The Liberty Incident

[posted by Callimachus]

Forty years ago now, it was one of the most provocative and unsettled chapters of the Cold War. Some people I know claim most Americans still don't know about it. I suspect that may be right. Here's the Wiki on it.

The Israeli and American governments conducted multiple inquiries into the incident, and issued reports concluding that the attack was the result of a mistake, caused by confusion among the Israeli attackers about the precise identity of the USS Liberty. These conclusions have been challenged, most notably by an organization of Liberty survivors as well as by some key former high-ranking U.S. officials who were in office at the time. These skeptics have included Secretary of State Dean Rusk, the Chairman of the Joint Chiefs of Staff, the Director of the NSA, and the senior legal counsel to the U.S. Navy Court of Inquiry into the incident. While the matter is officially closed for purposes of Israeli-American relations, it remains controversial in public discussion.
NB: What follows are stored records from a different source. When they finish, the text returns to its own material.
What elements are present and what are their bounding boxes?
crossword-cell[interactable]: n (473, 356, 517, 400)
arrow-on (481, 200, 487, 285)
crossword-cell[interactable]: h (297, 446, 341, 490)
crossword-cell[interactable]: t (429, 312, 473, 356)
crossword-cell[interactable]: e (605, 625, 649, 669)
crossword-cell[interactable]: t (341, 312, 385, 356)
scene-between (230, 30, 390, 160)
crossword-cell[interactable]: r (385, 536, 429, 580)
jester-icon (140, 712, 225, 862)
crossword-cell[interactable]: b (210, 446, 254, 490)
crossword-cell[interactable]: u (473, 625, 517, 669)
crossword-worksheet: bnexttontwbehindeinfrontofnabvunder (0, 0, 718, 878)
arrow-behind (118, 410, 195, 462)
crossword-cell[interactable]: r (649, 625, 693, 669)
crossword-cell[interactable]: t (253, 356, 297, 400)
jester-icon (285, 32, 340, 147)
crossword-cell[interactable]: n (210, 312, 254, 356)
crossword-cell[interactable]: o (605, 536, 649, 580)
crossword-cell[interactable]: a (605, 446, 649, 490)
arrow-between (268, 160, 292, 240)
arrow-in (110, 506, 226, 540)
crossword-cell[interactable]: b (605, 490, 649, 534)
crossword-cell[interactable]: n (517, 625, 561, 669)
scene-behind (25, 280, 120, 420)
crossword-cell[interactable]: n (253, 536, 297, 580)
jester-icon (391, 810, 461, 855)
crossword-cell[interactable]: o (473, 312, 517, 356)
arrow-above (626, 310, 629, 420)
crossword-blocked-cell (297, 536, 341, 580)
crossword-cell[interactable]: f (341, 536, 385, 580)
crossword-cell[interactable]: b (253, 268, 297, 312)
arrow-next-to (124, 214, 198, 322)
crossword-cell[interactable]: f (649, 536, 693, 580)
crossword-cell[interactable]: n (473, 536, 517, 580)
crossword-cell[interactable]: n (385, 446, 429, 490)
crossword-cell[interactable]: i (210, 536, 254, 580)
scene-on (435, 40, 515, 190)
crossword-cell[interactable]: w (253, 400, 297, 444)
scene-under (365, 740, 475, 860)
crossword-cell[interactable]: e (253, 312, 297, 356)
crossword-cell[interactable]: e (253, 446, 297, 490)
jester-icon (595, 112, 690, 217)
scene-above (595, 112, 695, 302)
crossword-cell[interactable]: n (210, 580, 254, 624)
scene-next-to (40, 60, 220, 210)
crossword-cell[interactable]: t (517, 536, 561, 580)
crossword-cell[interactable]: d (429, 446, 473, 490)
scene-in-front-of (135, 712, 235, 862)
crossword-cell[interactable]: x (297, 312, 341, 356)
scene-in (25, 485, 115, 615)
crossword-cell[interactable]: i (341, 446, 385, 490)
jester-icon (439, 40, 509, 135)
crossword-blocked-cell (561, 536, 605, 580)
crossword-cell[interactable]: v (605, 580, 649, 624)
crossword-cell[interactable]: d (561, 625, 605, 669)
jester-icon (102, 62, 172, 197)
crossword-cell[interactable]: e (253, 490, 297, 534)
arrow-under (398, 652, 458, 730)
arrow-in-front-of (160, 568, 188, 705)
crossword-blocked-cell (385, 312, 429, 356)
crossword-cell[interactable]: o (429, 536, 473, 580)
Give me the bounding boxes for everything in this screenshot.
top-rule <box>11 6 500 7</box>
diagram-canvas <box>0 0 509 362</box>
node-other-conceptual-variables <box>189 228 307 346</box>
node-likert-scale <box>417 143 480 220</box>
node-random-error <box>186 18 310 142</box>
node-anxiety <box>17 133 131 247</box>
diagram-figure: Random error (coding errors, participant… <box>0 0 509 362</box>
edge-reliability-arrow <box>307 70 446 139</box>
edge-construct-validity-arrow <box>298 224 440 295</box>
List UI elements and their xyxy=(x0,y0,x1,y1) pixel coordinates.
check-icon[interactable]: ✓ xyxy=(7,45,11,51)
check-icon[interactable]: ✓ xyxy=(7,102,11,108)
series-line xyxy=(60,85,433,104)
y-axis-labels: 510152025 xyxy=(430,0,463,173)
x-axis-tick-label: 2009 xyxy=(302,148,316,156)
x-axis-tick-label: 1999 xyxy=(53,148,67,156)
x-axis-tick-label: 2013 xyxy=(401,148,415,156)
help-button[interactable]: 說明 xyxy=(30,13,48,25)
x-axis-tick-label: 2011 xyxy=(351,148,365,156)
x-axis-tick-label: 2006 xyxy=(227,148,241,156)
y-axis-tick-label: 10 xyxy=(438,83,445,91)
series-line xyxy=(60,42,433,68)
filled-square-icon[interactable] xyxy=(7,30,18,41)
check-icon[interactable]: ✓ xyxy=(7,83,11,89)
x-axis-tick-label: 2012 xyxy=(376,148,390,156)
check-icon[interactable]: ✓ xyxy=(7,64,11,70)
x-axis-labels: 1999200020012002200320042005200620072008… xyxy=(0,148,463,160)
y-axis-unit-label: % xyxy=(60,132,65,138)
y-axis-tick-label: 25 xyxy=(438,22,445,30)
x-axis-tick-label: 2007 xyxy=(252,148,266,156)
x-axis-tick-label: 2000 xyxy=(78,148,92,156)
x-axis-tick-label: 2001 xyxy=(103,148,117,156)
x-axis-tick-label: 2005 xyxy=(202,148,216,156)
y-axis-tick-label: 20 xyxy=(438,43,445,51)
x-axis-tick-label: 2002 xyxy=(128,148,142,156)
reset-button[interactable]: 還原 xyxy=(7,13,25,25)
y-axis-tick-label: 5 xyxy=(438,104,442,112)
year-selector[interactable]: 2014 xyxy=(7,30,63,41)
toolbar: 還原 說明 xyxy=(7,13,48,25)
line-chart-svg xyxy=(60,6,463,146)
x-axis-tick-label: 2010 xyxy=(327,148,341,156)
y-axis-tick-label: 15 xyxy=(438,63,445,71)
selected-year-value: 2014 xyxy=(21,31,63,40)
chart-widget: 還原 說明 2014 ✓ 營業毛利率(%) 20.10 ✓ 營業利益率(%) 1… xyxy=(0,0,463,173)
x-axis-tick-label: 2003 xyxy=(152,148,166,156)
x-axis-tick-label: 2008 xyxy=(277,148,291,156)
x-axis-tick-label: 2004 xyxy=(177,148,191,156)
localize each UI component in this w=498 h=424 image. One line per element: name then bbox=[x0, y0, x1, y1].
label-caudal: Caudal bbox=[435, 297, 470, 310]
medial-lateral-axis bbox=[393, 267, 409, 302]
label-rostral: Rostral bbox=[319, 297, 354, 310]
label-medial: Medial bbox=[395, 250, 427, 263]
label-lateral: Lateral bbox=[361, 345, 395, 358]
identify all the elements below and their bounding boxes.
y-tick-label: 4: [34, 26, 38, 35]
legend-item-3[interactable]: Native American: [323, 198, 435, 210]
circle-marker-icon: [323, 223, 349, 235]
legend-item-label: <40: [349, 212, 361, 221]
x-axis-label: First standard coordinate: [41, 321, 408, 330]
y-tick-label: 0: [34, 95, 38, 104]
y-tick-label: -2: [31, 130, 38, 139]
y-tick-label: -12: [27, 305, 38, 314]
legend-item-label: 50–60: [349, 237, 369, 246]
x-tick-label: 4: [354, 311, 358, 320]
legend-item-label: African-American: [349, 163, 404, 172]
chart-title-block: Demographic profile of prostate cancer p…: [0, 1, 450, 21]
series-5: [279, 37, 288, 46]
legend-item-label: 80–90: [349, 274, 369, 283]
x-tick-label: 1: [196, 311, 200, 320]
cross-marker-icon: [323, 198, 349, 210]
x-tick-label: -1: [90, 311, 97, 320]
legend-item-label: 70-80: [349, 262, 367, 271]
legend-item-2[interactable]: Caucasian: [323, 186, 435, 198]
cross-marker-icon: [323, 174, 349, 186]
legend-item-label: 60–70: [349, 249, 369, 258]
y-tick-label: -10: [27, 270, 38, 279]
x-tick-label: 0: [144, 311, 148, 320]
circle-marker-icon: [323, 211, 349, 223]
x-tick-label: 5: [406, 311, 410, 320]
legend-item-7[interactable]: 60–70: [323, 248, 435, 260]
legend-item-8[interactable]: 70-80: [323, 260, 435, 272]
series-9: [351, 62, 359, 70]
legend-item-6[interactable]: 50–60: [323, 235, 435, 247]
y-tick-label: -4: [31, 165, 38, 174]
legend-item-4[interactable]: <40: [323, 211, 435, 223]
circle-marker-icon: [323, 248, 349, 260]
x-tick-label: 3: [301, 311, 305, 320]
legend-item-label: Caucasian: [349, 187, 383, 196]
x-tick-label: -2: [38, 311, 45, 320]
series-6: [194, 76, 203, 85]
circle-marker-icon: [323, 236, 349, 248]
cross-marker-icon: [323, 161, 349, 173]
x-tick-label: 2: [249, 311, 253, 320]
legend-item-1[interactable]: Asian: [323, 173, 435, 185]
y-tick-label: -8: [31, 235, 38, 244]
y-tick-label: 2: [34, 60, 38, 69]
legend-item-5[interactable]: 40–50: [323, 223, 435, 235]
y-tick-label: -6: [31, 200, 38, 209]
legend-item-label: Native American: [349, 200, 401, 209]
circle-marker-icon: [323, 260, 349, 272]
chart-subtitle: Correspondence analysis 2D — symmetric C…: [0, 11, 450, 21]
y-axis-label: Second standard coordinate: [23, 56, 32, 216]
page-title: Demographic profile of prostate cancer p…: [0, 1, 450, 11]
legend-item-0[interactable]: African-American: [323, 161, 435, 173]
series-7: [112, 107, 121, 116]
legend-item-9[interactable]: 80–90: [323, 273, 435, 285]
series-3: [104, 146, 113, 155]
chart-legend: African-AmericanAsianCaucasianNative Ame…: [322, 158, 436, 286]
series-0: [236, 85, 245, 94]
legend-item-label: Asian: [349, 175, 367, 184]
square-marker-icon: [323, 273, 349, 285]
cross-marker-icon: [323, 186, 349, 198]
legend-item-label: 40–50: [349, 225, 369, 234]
We have a local survivor around here. A handsome young fellow at the time, he came out of it with 101 shrapnel holes in his body and missing part of his bowels. Life's been hell for him ever since. He swears before the attack the Israeli plane buzzed the ship so close the pilot waved at the crew. It's really hard to buy the mistaken identity theory, but what do you think?

If nothing else, it's so much more proof to the world that America will tolerate literally anything if you act like a friend. The Saudis know this, too.

UPDATE: Matthew Hogan has a much better-informed, and more thoughtful, post on the topic than mine, here.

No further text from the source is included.